Photo: Lina Marinelli / Jornalistas Livres

by Colin Mansell

The rationale behind the coup underway in Brazil is that Dilma, Lula and the Worker’s Party are corrupt. With no evidence, this has to be manufactured, hence the Mensalão and Lava Jato “investigations”, arriving at false conclusions to rationalize their belief in their own rightness. This is the big lie.

The belief the coup plotters and perpetrators hold is that Dilma, Lula and the Worker’s Party are a threat to the natural order as they see it, which is one of privilege for a few, themselves, the coup plotters and perpetrators.

The psychology of the big lie was explicitly detailed in the extract from Mein Kampf below, but shows how difficult it is to clear up afterwards, once people have taken it on board, in this case that Dilma, Lula and the Worker’s Party must have done something wrong to deserve all this negative attention once it has been repeated enough in the complicit mass media.

“The big lie is a propaganda technique coined by Adolf Hitler, when he dictated his 1925 book Mein Kampf. Hitler asserted the technique was used by Jews to unfairly blame Germany‘s loss in World War I on German Army officer Erich Ludendorff.

It’s usage is where a known falsehood is stated and repeated and treated as if it is self-evidently true in hopes of swaying the course of an argument in a direction that takes the big lie for granted rather than critically questioning it or ignoring it.
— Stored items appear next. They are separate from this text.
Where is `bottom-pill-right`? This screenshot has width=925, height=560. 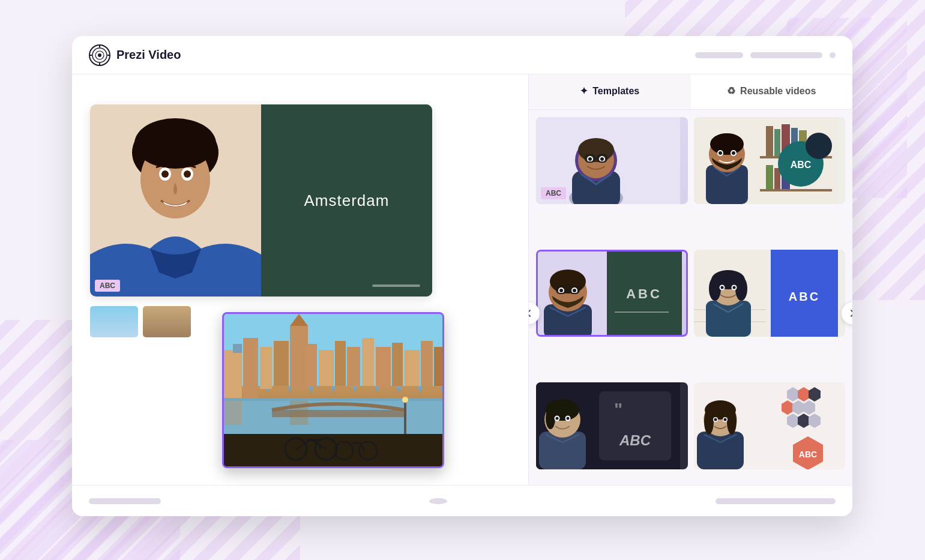 bottom-pill-right is located at coordinates (776, 501).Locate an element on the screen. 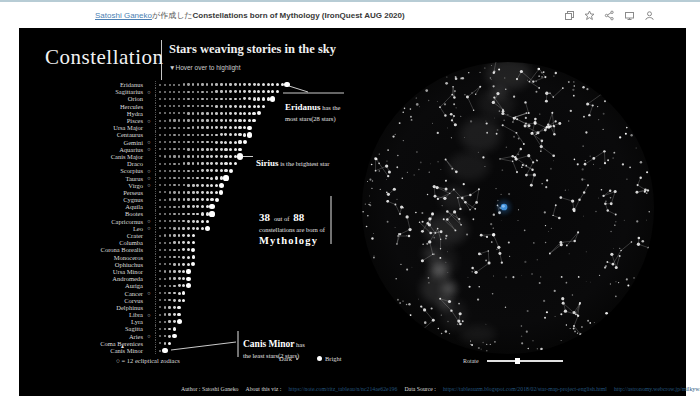 This screenshot has height=402, width=700. constellation-row: Columba is located at coordinates (161, 242).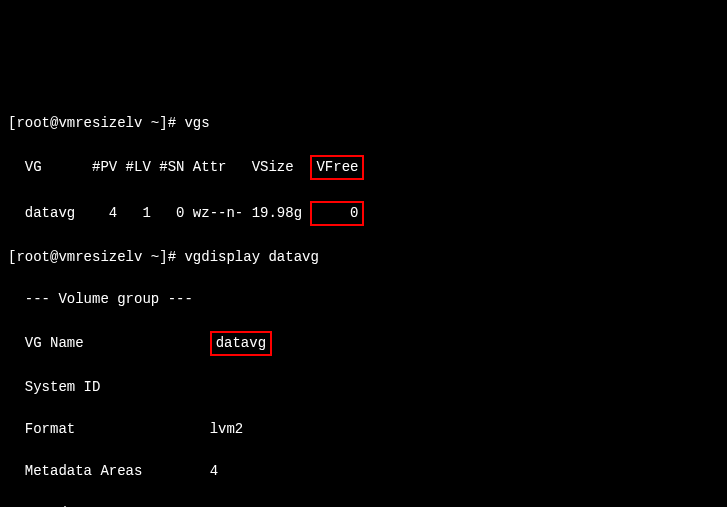  Describe the element at coordinates (159, 213) in the screenshot. I see `vgs-row: datavg 4 1 0 wz--n- 19.98g` at that location.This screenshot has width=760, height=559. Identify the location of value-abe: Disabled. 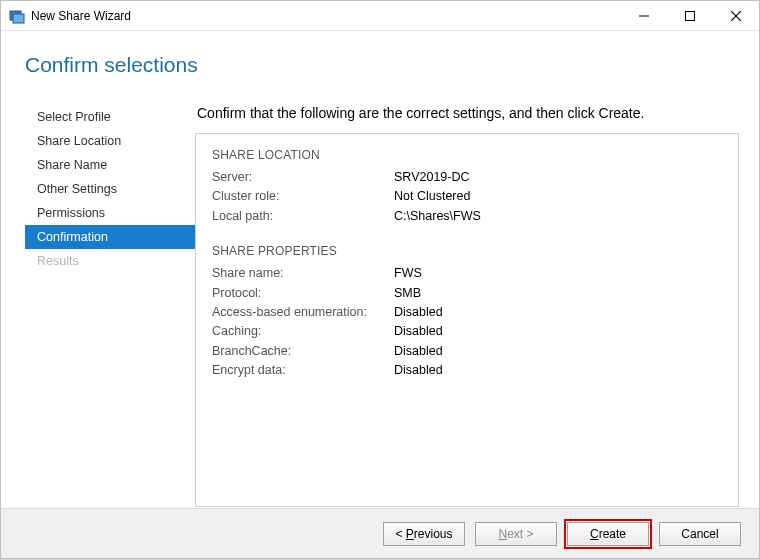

As a general rule, the most effective big lies are outrageous enough to be unbelievable, yet appeal strongly to the prejudices of the listeners and are stated in as bland and matter-of-fact terms as possible. It is sometimes even more effective to string several big lies together in a series of talking points.

The source for the expression comes from the passage in Chapter 10 in Mein Kampf:

But it remained for the Jews, with their unqualified capacity for falsehood, and their fighting comrades, the Marxists, to impute responsibility for the downfall precisely to the man who alone had shown a superhuman will and energy in his effort to prevent the catastrophe which he had foreseen and to save the nation from that hour of complete overthrow and shame. By placing responsibility for the loss of the world war on the shoulders of Ludendorff they took away the weapon of moral right from the only adversary dangerous enough to be likely to succeed in bringing the betrayers of the Fatherland to Justice. All this was inspired by the principle—which is quite true within itself—that in the big lie there is always a certain force of credibility; because the broad masses of a nation are always more easily corrupted in the deeper strata of their emotional nature than consciously or voluntarily; and thus in the primitive simplicity of their minds they more readily fall victims to the big lie than the small lie, since they themselves often tell small lies in little matters but would be ashamed to resort to large-scale falsehoods. It would never come into their heads to fabricate colossal untruths, and they would not believe that others could have the impudence to distort the truth so infamously. Even though the facts which prove this to be so may be brought clearly to their minds, they will still doubt and waver and will continue to think that there may be some other explanation. For the grossly impudent lie always leaves traces behind it, even after it has been nailed down, a fact which is known to all expert liars in this world and to all who conspire together in the art of lying.”